"It is an evil doing of some one," muttered the old man, with sombre eyes.

"Perhaps"—

But before Mrs. Maclean could say what was in her mind, Alastair and Lora entered.

With downcast eyes Ian passed out, giving a furtive, terrified look behind him ere he closed the door.


It was through the old islesman that the rumour of Alastair Macleod's madness went abroad.

Long before the stormy afternoon which followed the beautiful youth of that day, with its ominous morning-red in the north-east, had waned to gloaming, there was not a soul on Innisròn who did not know of the sorrow.

Yet no one came near out of a cruel sympathy: no one spoke heedless words either of question or solace to Mrs. Maclean; for none could be said to the two most concerned, neither Alastair nor Lora having been seen throughout the day.

Nevertheless, a deep resentment prevailed against one person upon the island. Not only had the spring gone ill with the fishing, but the nets had been torn and trailed in a way that suggested something beyond the blind malice of wind and wave and the currents of the deep sea and the savage dog-fish. Several cows had ceased to give milk; hens had ceased to lay; and Gregor McGregor's white mare had dropped a dead foal, the first time such a thing had happened on the isle. And now that, unforeseen and in the heyday of youth and health, the worst of all troubles had come upon Alastair Macleod, many recalled how his father, Macleod of Dunvrechan, who had died on Innisròn, had not only once denounced old Ealasaid MacAodh as a woman of the evil eye, but had cursed her ere he died, and attributed his misery to a blight of her working.

As one spake to another, the same thought came into each mind: that the old widow who lived at Craig-Ruaidh, at the head of the Glen of the Dark Water, had put her malice upon Alastair Mac Diarmid.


■ WORK INSTRUCTION
Pictures in the listing below are skipped, while the lines from the "Find the location" line through the "I want to find *man*. Give me its bbox." line are returned word for word.

■ TASK MATERIAL

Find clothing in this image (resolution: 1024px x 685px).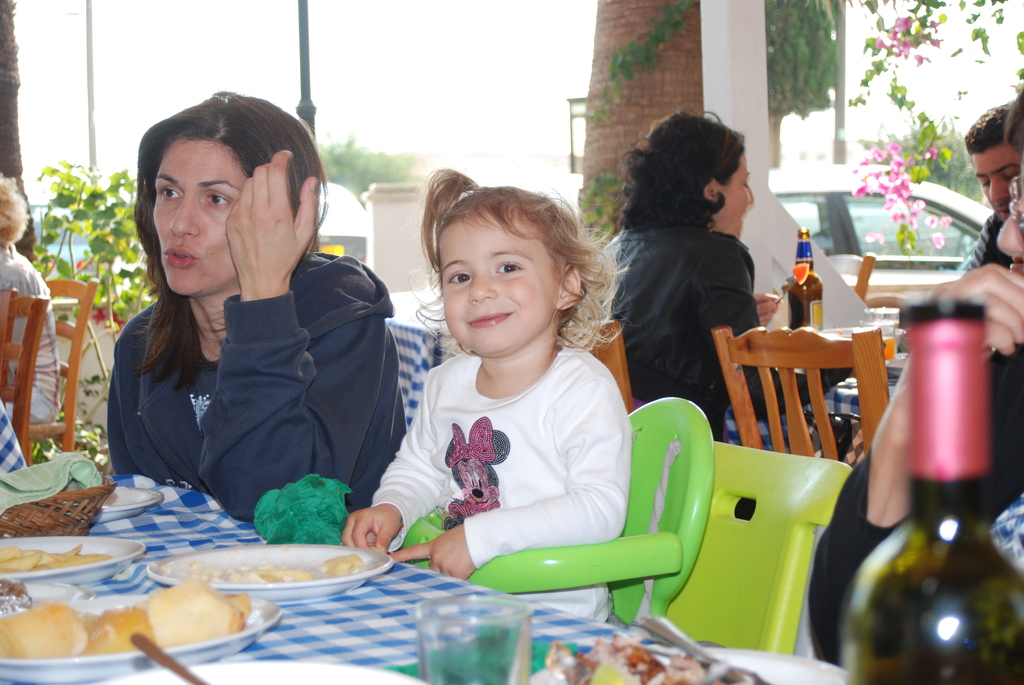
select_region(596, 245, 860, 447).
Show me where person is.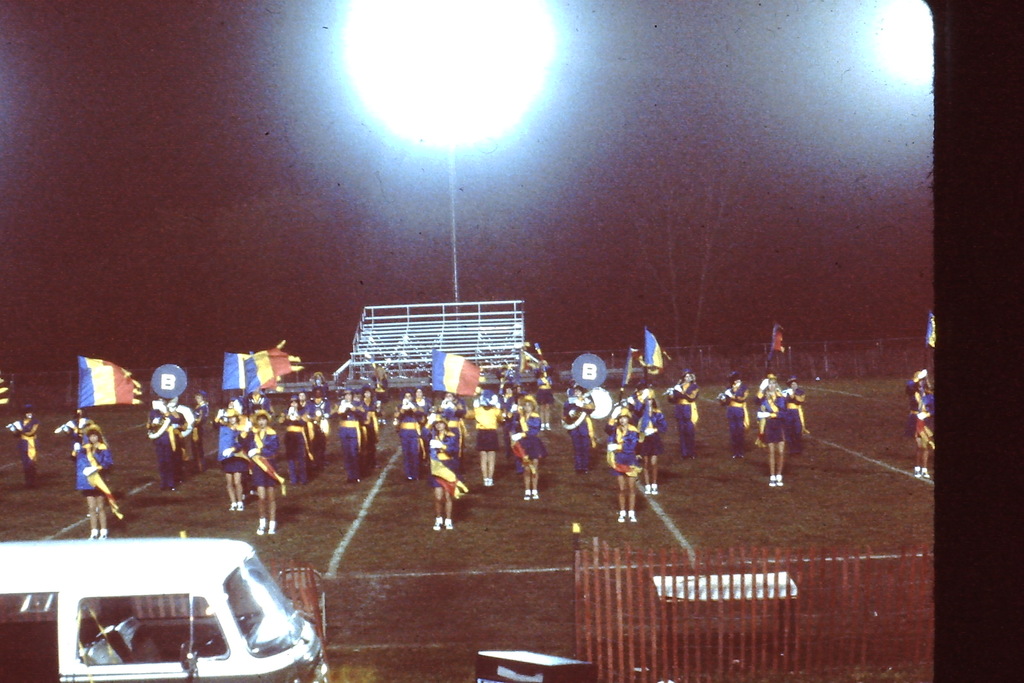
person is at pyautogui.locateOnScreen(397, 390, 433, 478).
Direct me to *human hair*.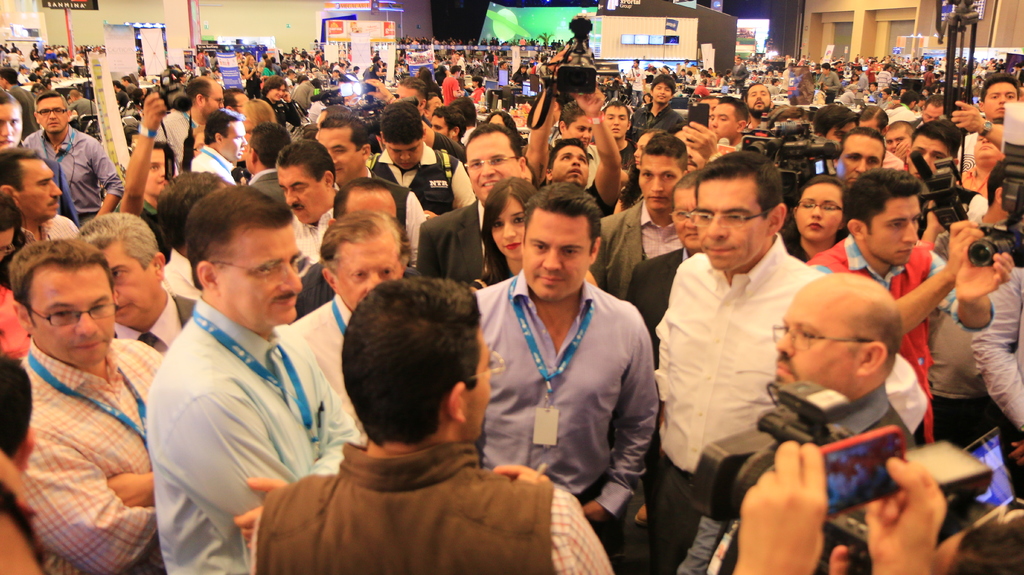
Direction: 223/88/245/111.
---
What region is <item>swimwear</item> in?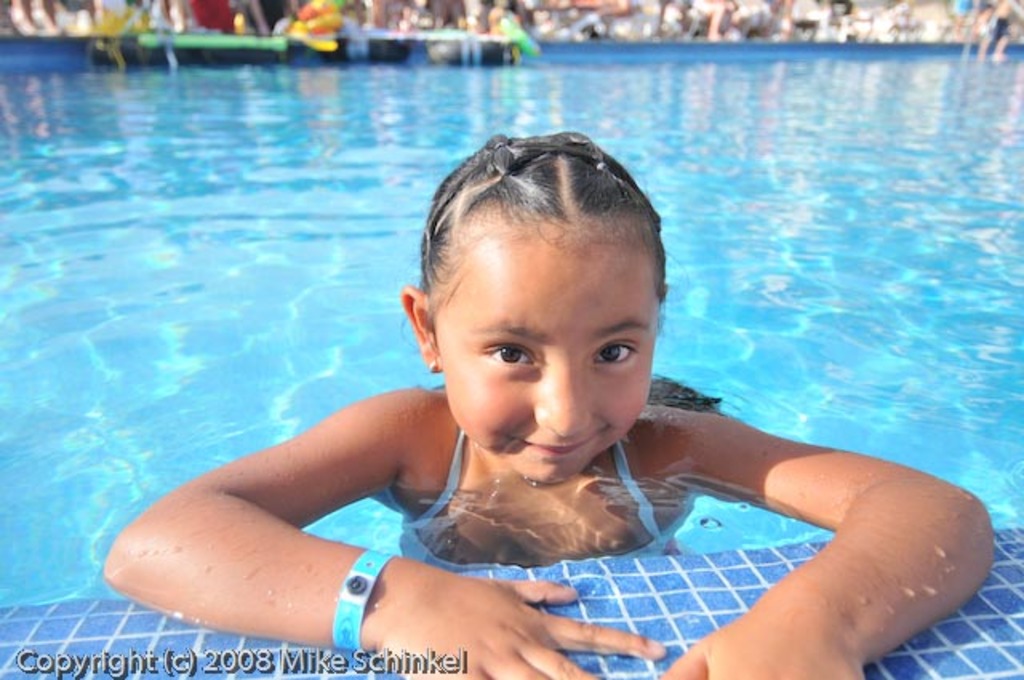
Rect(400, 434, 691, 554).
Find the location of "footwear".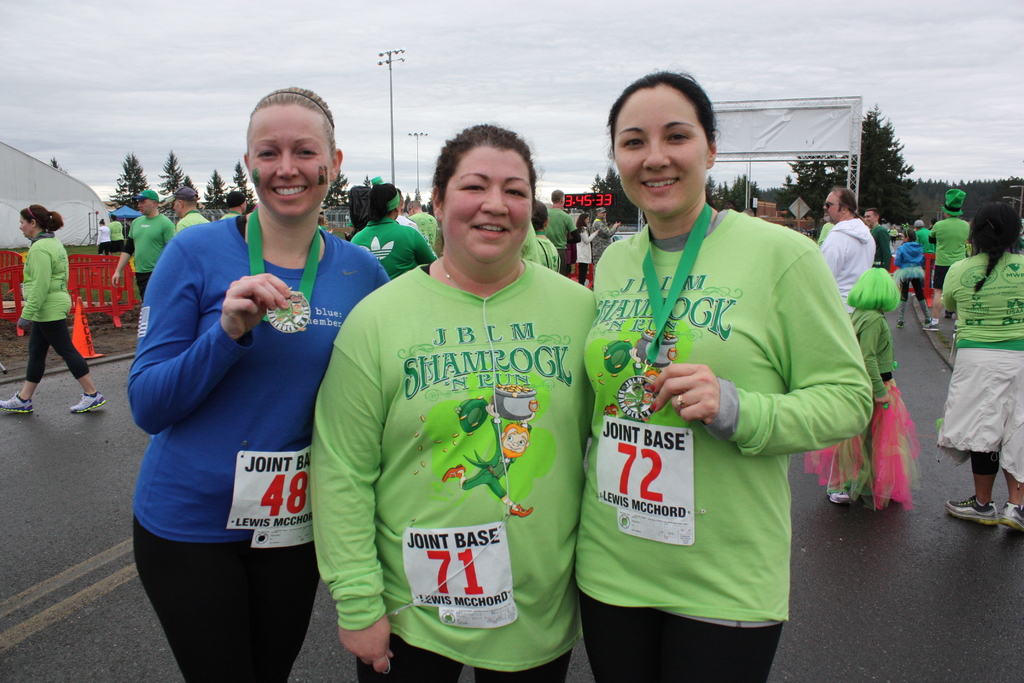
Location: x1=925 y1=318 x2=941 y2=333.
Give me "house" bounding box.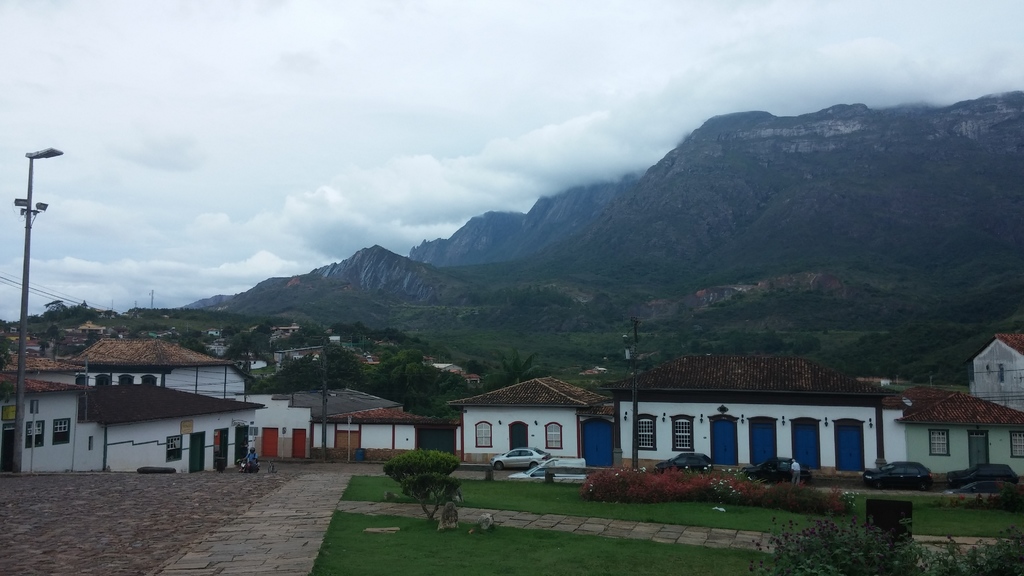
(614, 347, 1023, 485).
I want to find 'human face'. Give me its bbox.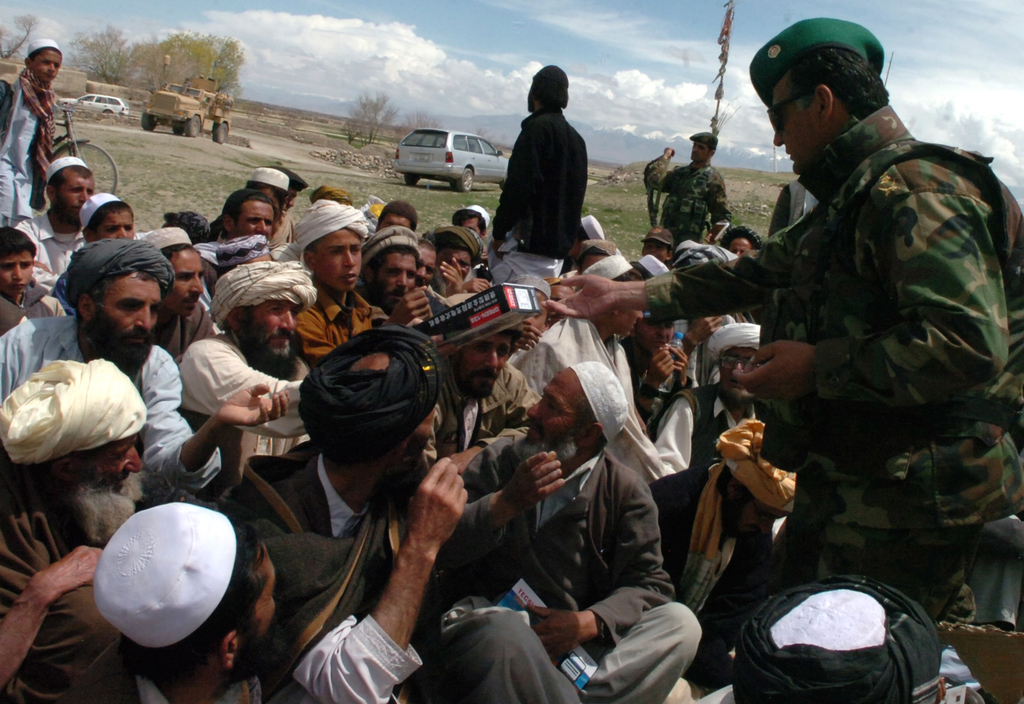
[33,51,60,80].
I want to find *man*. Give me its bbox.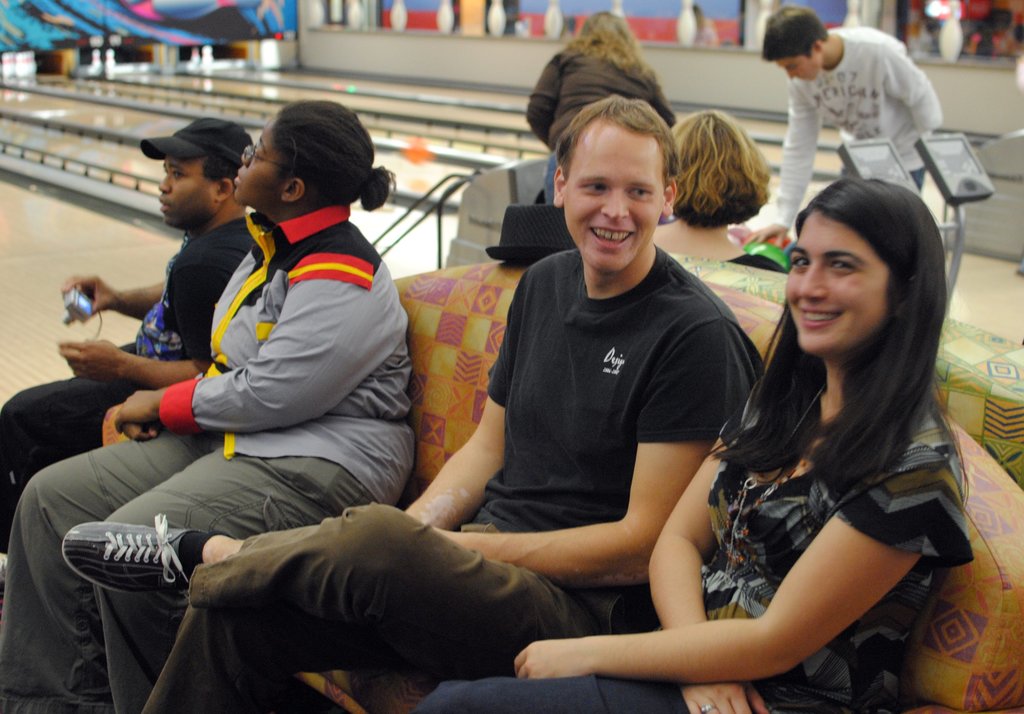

■ EXERCISE OUTPUT
Find the location of "footwear".
Location: x1=925 y1=318 x2=941 y2=333.
Give me "house" bounding box.
(614, 347, 1023, 485).
I want to find 'human face'. Give me its bbox.
[33,51,60,80].
I want to find *man*. Give me its bbox.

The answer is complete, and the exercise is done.